PART I - MY EARLY ASSOCIATIONS WITH GINGER STOTT
CHAPTER I - THE MOTIVE
CHAPTER II - NOTES FOR A BIOGRAPHY OF GINGER STOTT
CHAPTER III - THE DISILLUSIONMENT OF GINGER STOTT
PART II - THE CHILDHOOD OF THE WONDER
CHAPTER IV - THE MANNER OF HIS BIRTH
CHAPTER V - HIS DEPARTURE FROM STOKE-UNDERHILL
CHAPTER VI - HIS FATHER’S DESERTION
CHAPTER VII - HIS DEBT TO HENRY CHALLIS
CHAPTER VIII - HIS FIRST VISIT TO CHALLIS COURT
A weary traveler, lost in Bergson’s ideas about free will, finds his attention snapped from the pages by a strikingly bald infant cradled in a mother’s arms. The child’s eyes are steady, almost calculating, and each time they meet a fellow passenger, the adult is frozen, then released with an odd mixture of bewilderment and reverence. The narrator notes the strange, almost hypnotic power the infant seems to wield, even as he grapples with his own skepticism about “freaks” and abnormality.
The mother, dressed in an elegantly old‑fashioned coat, appears composed yet protective, her presence adding a layer of social intrigue to the encounter. As the train rumbles onward, the infant’s silent appraisal draws a diverse cast of strangers—news‑reading men, a corpulent gentleman, a bespectacled clerk—into a shared, unsettling moment that hints at something beyond ordinary childhood.
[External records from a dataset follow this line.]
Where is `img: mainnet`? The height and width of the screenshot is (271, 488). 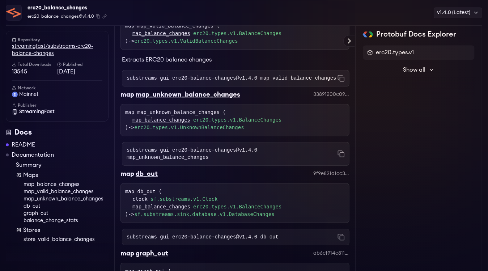 img: mainnet is located at coordinates (15, 94).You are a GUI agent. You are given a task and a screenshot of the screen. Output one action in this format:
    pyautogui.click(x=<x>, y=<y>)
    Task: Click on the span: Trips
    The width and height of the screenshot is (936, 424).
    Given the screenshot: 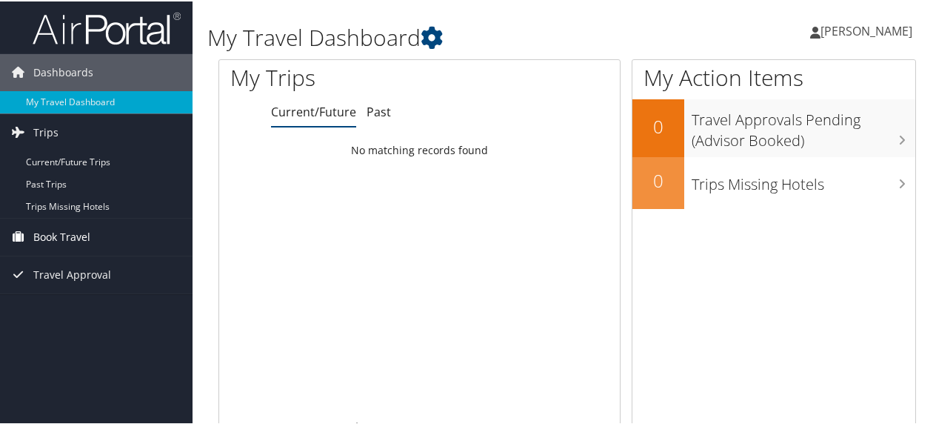 What is the action you would take?
    pyautogui.click(x=46, y=131)
    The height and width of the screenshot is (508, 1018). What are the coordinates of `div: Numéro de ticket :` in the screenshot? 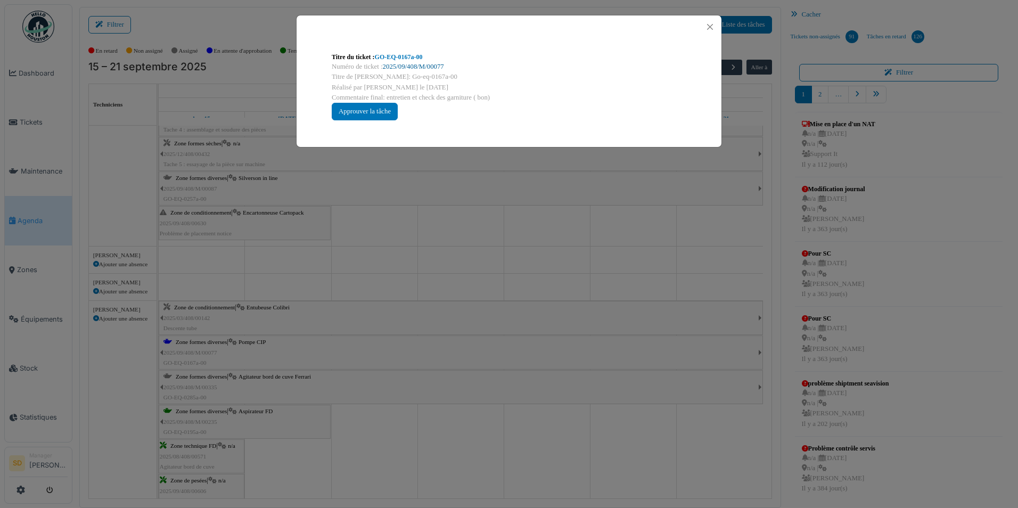 It's located at (509, 67).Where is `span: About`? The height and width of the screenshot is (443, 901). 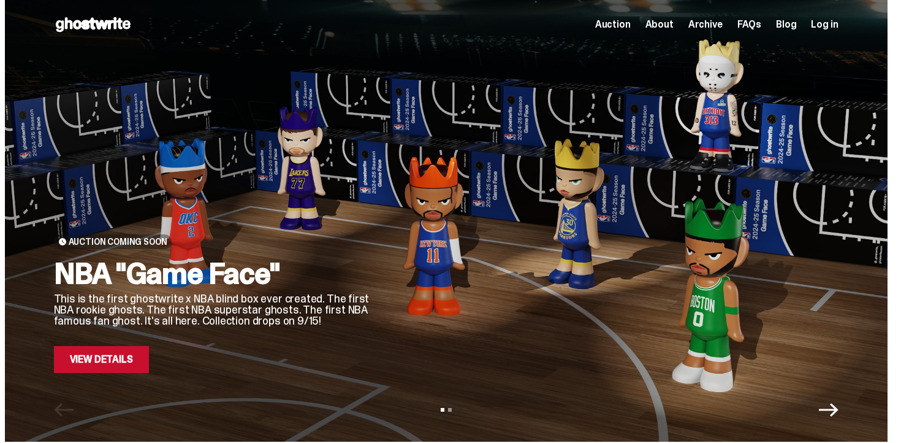 span: About is located at coordinates (660, 25).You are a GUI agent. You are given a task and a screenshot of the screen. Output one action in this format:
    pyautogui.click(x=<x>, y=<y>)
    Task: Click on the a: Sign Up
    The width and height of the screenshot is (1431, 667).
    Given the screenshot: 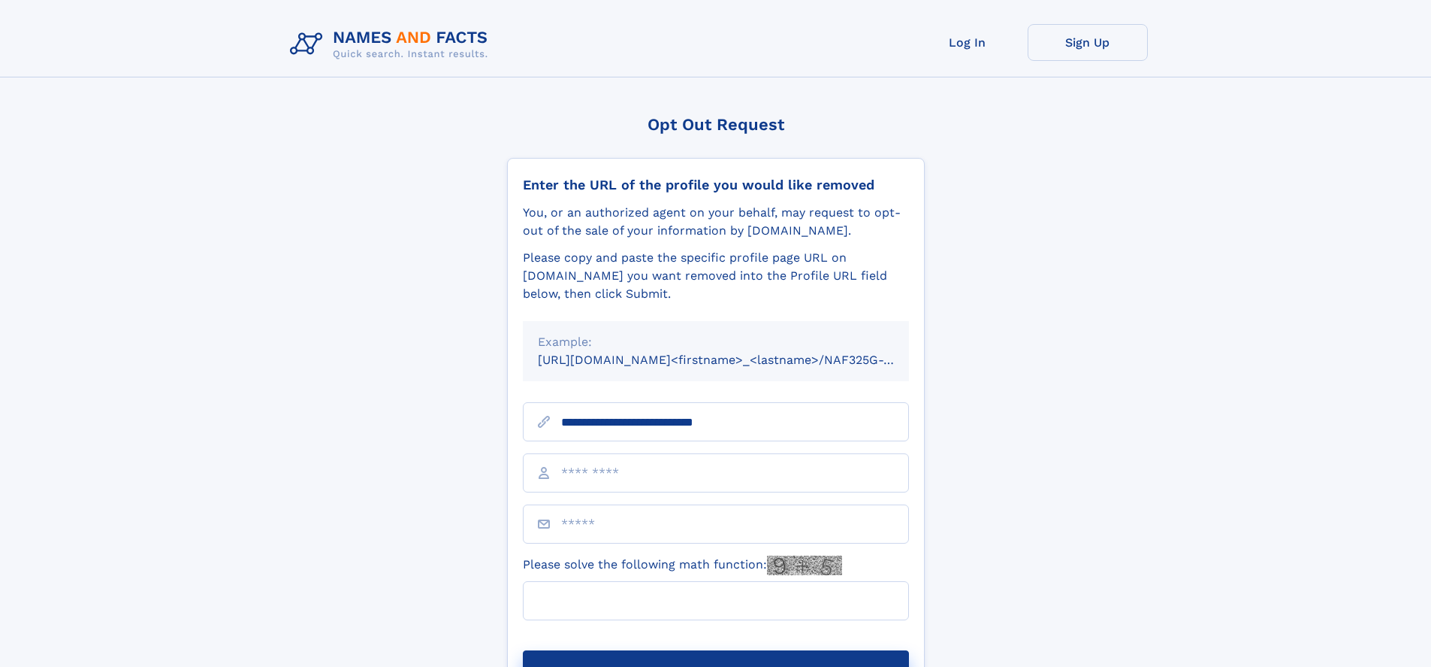 What is the action you would take?
    pyautogui.click(x=1088, y=42)
    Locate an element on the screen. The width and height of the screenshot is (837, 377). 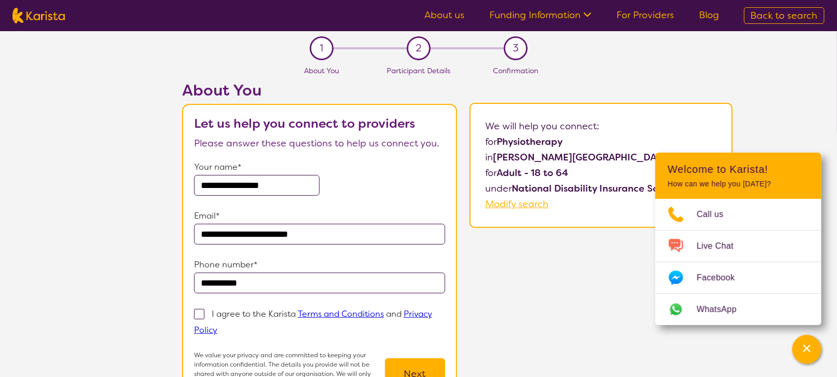
h2: About You is located at coordinates (320, 90).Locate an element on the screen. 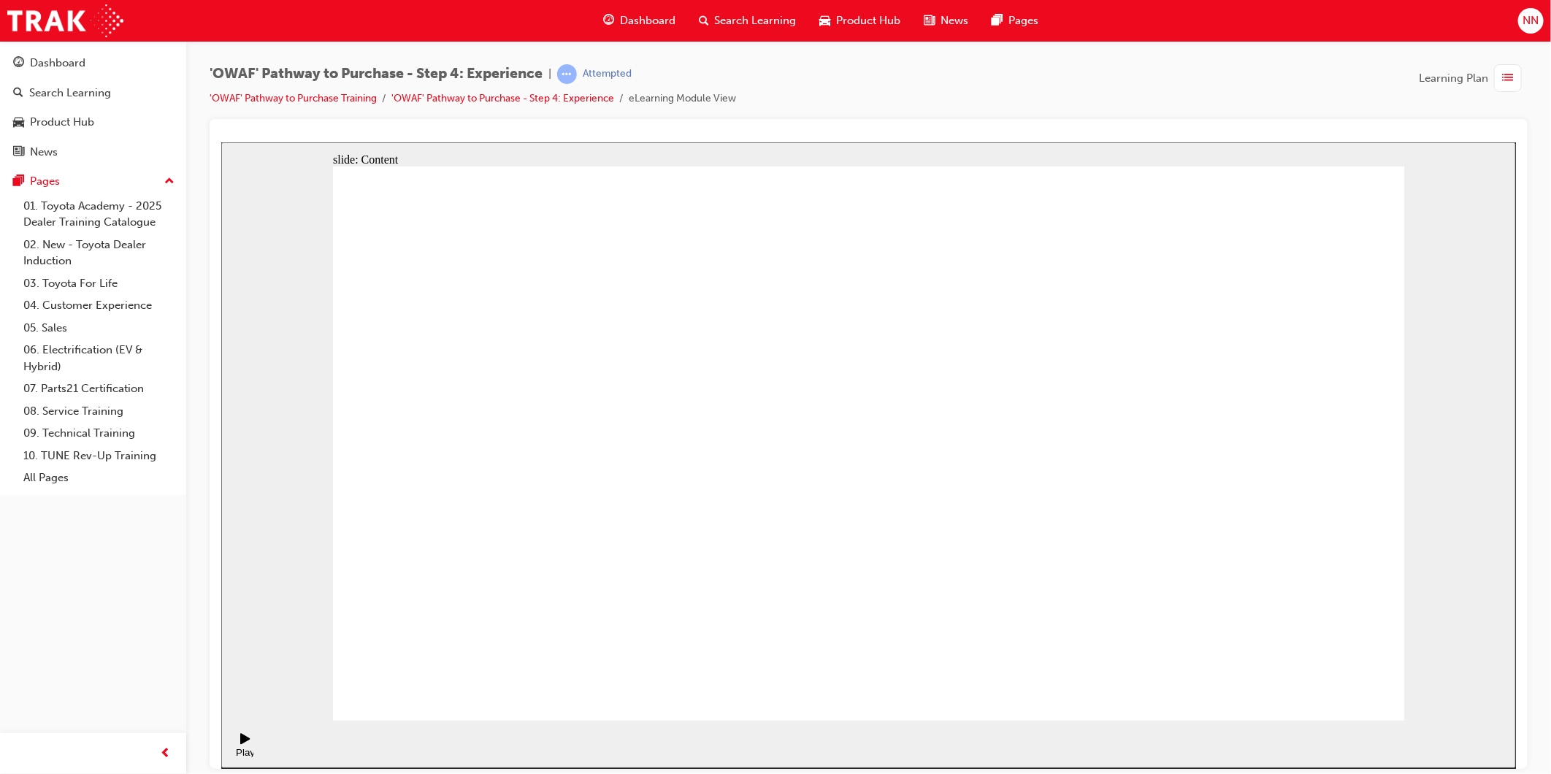  a: News is located at coordinates (93, 152).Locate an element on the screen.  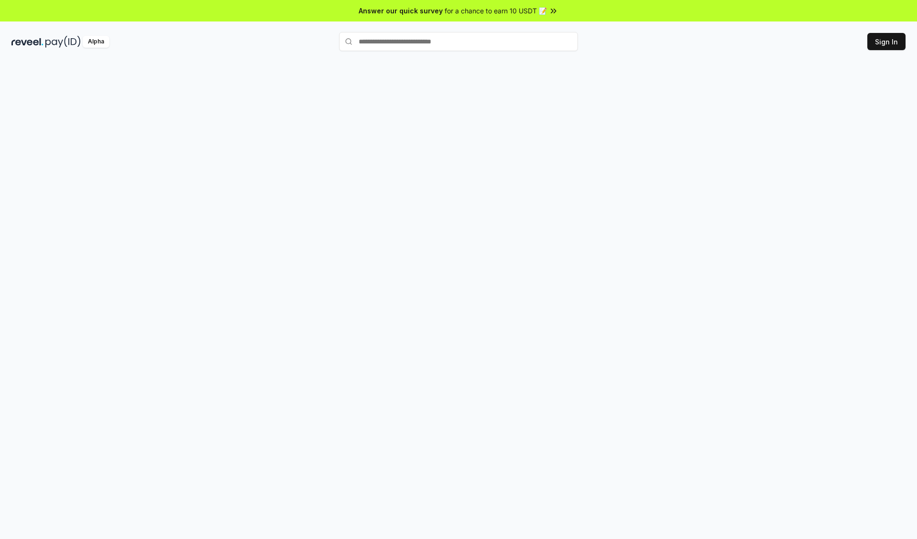
button: Sign In is located at coordinates (887, 42).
From this unsettling opening, the story unfolds as a psychological puzzle, probing the limits of freedom, the nature of intelligence, and what it means to be observed by a mind that seems far older than its years. Listeners are invited to follow the narrator’s uneasy curiosity as he seeks the truth behind the child’s uncanny influence.
Language
en
Duration
~5 hours (324K characters)
Publisher of text edition
Project Gutenberg
Credits
Produced by Jeroen Hellingman and the Online Distributed Proofreading Team at http://www.pgdp.net/ for Project Gutenberg (This file was produced from images generously made available by The Internet Archive/American Libraries.)
Release date
2016-09-11
Rights
Public domain in the USA.
Subjects

1873–1947
Best known for imaginative early science fiction and eerie short fiction, this English writer moved easily between the uncanny, the philosophical, and the sharply human. His work helped shape later speculative fiction while keeping a strong emotional pull of its own.